Translates roughly as: The summit where Tamatea, the man with the big knees, the climber of mountains,
the
land-swallower who traveled about, played his nose flute to his loved one.
Taumatawhakatangihangakoauauotamateaturipukakapikimaungahoronukupokaiwhenuakitanatahu, the Maori name for a 305 m (1,000.66 ft) high hill in New Zealand, is the longest English spelled name of any place on Earth.

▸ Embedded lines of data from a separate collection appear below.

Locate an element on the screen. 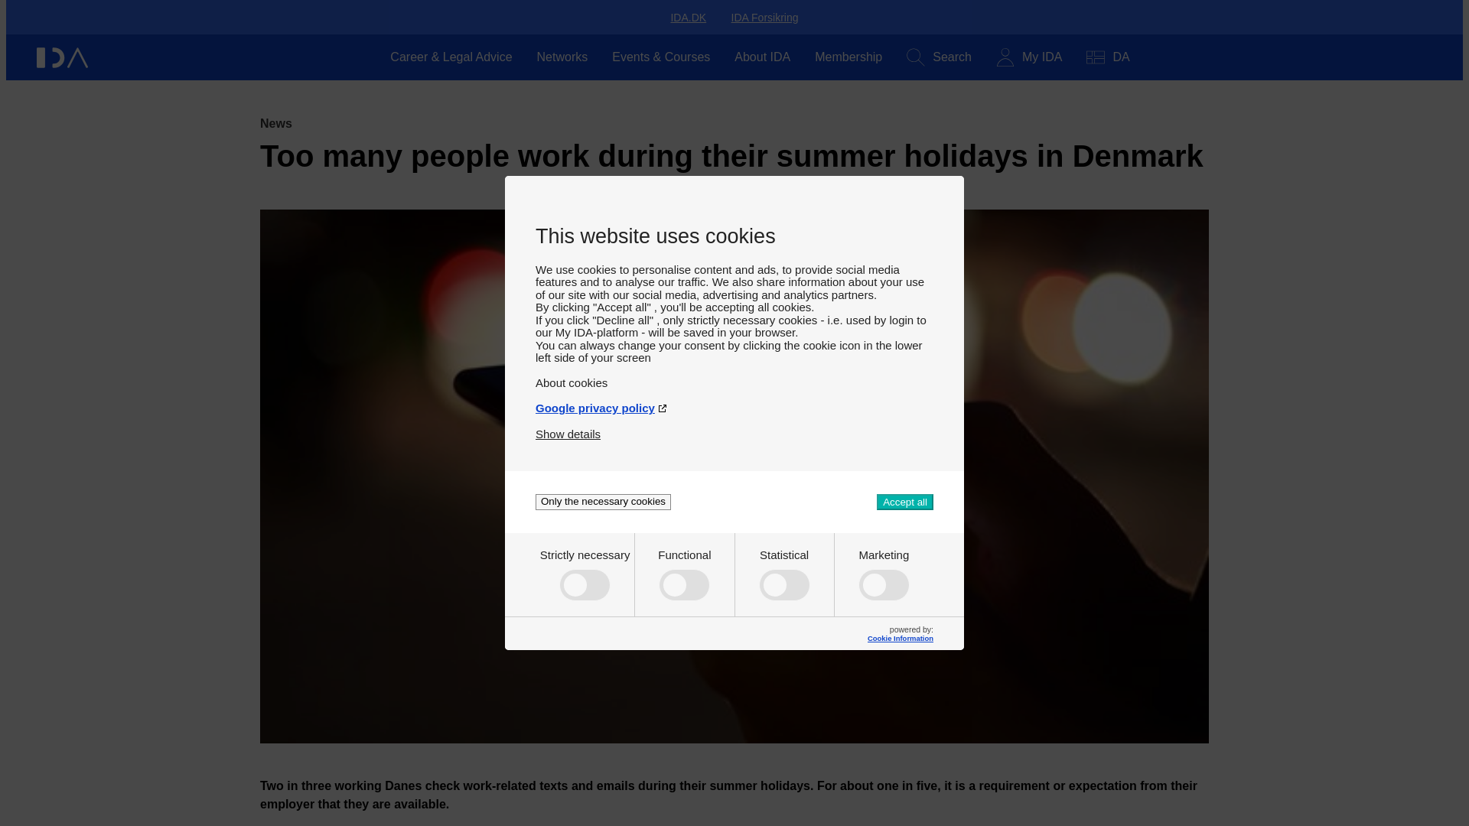  Show details is located at coordinates (568, 428).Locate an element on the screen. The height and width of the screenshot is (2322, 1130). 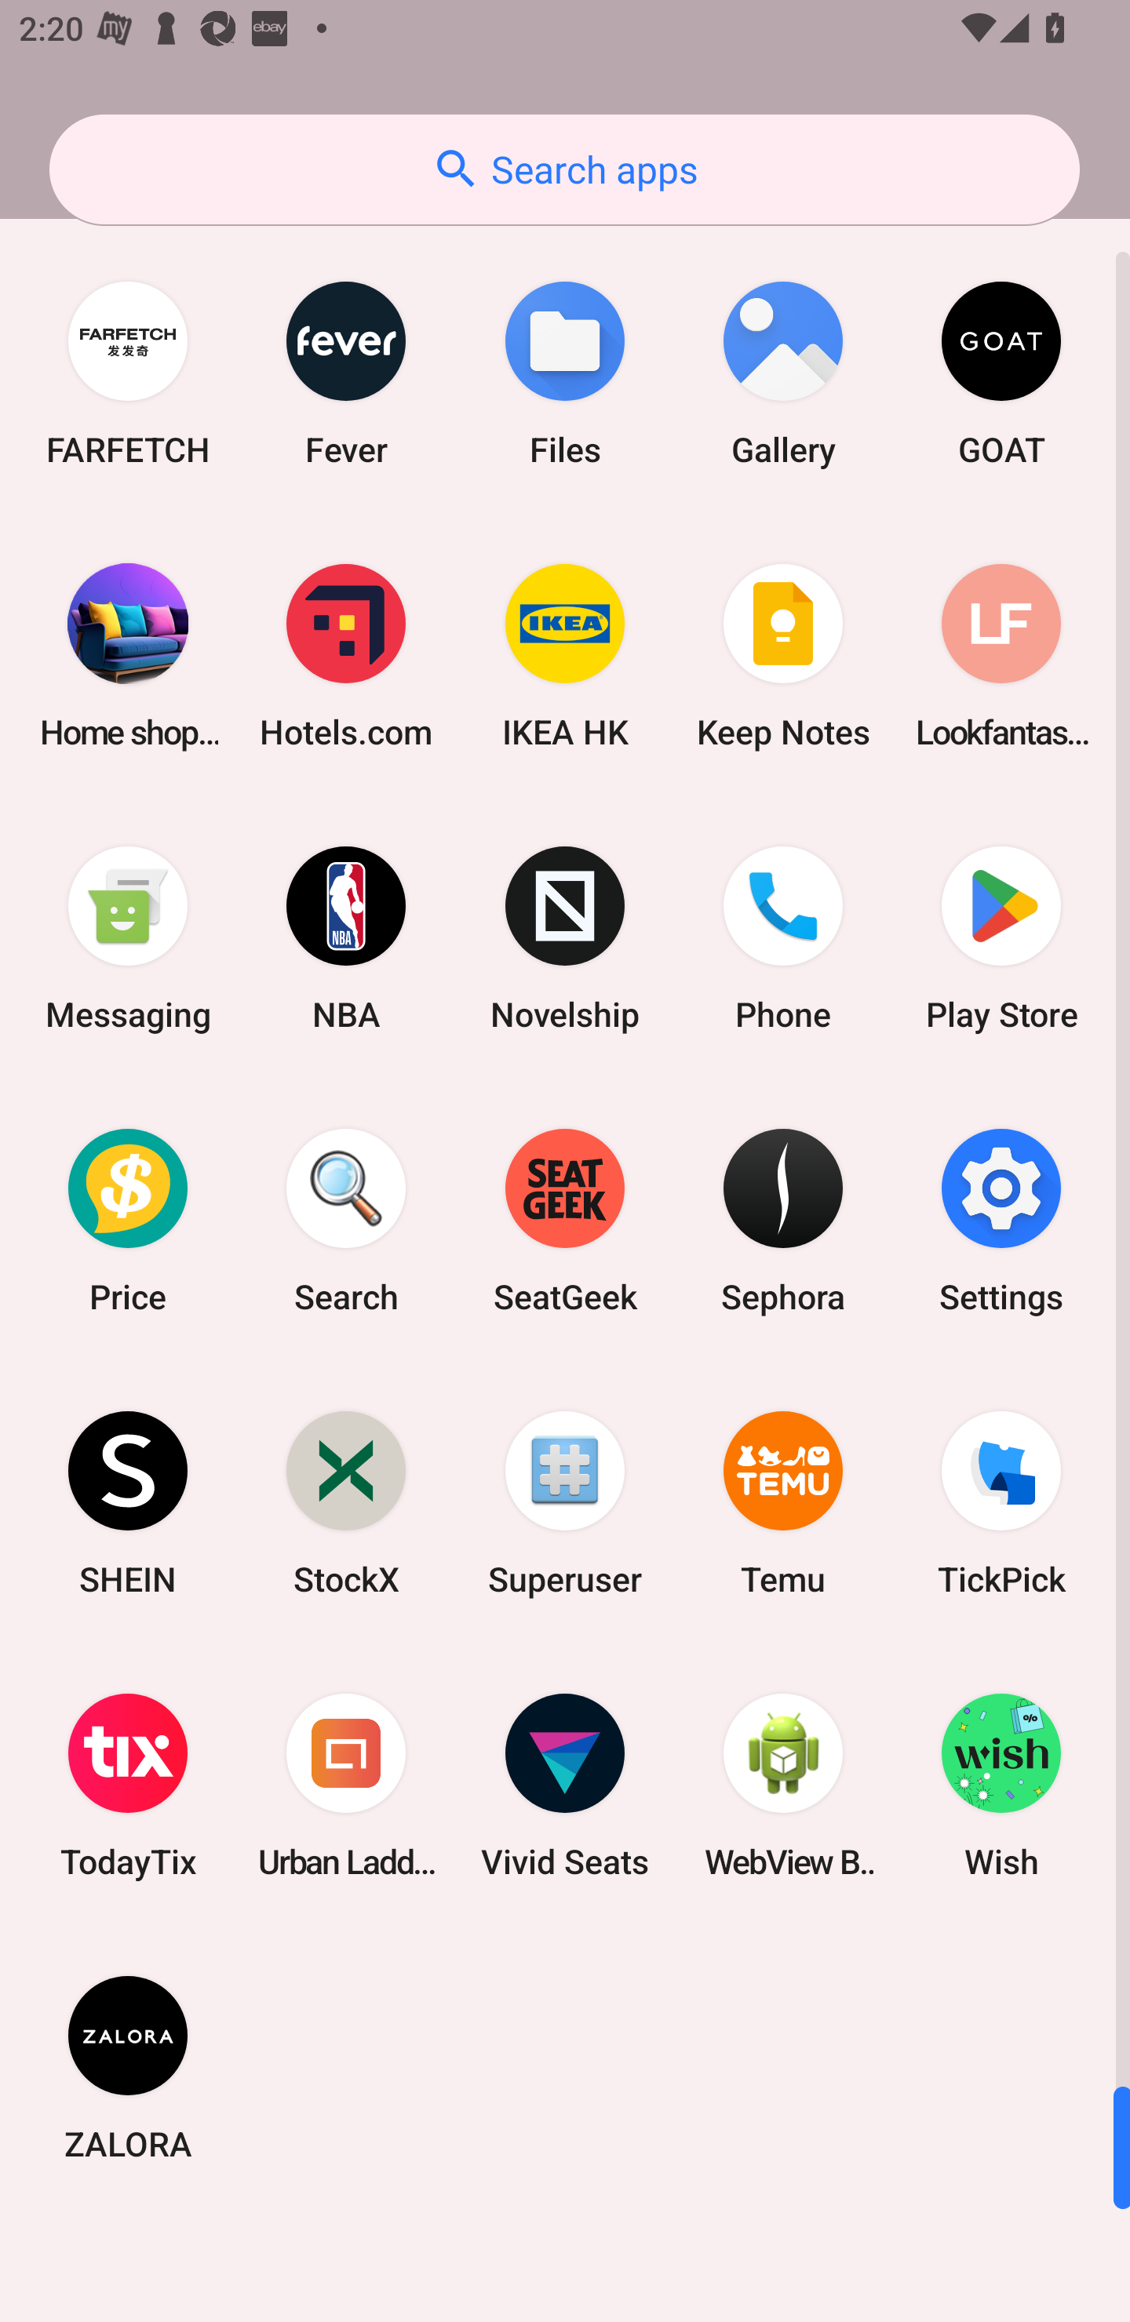
GOAT is located at coordinates (1001, 373).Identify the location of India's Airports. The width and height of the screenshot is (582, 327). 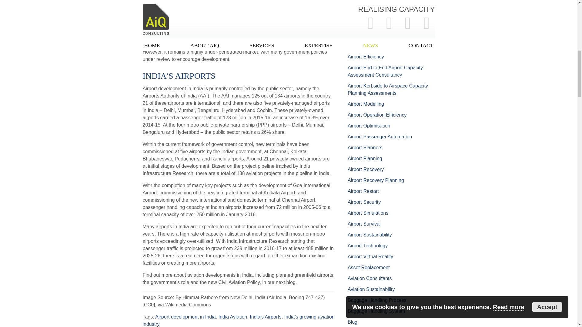
(265, 317).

Sleep deprivation is hazardous
Some people are still trying to set
to your health and has been
a new record. Tony Wright, from
linked to diabetes
Penzance, stayed awake for 11
days and nights in 2007
In 1964, Randy Gardner, 17, a San Diego, California, high school student, set a world record for the longest time a human had ever gone without sleep, 264 hours (exactly 11 days). The challenger who broke this record, in April of 1977, was Maureen Weston, of Peterborough, Cambridge. Her duration of wakefulness survived for 449 hours (18 days, 17 hours), placing her in the Guinness Book of World Records in 1981. Then, in 1988, the record was broken again. The 1990 Guinness book listed Robert McDonald as the record holder with 453 hours, 40 minutes. (Guinness no longer recognizes a sleep deprivation category.)

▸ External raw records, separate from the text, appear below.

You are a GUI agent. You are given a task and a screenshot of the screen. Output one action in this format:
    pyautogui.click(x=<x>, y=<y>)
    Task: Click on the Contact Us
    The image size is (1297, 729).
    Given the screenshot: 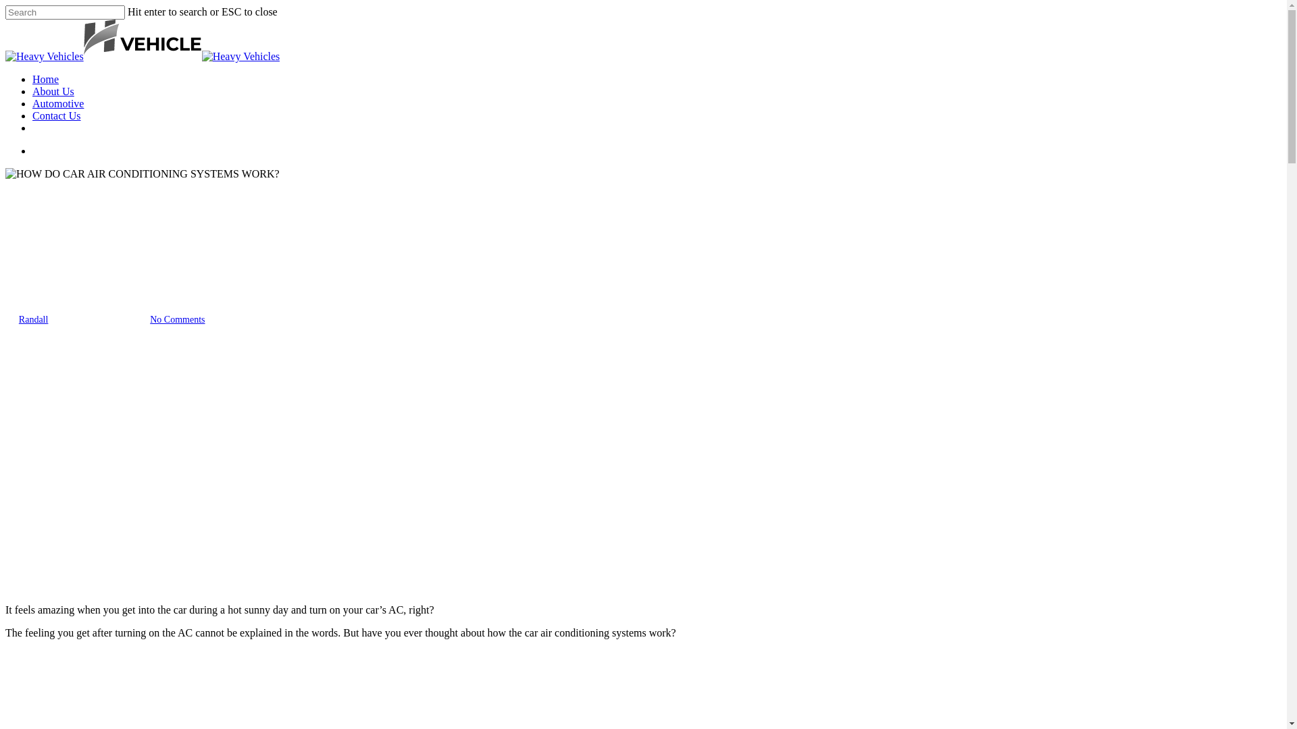 What is the action you would take?
    pyautogui.click(x=57, y=116)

UK bomb disposal experts also
detonated this 1,500 pound WWII
German mine at Bridgwater Bay,
Somerset, in
April.
The Associated Press reported June 7, 2008, London's Metropolitan Police had found and exploded a 2,000 pound bomb dropped more than sixty years earlier by the Germans during World War II (1939-1945), making it the largest found inside that city in the last thirty years. They went on to say, from September 21, 1940, to July 5, 1941 (that's 287 days), an average of 84 unexploded bombs fell on London, daily, many of which are still hidden.
Calvin Walker
Tiara M. Ellis, a writer for The Dallas Morning News, reported June 19, 2008, a Dallas County jury had convicted Calvin Walker of raping a woman during a 1999 robbery. The DNA sample he provided was received by McKinney police in 2004, clearing him as a suspect in a quadruple homicide. But, when this same DNA was compared to the evidence kept from a sexual assault victim's rape kit, Bingo! The defendant, Mr. Walker, claimed police framed him with semen he tried to mail his girlfriend while he was in jail as a suspect in the homicide. (Inside a love letter,.....hopefully?)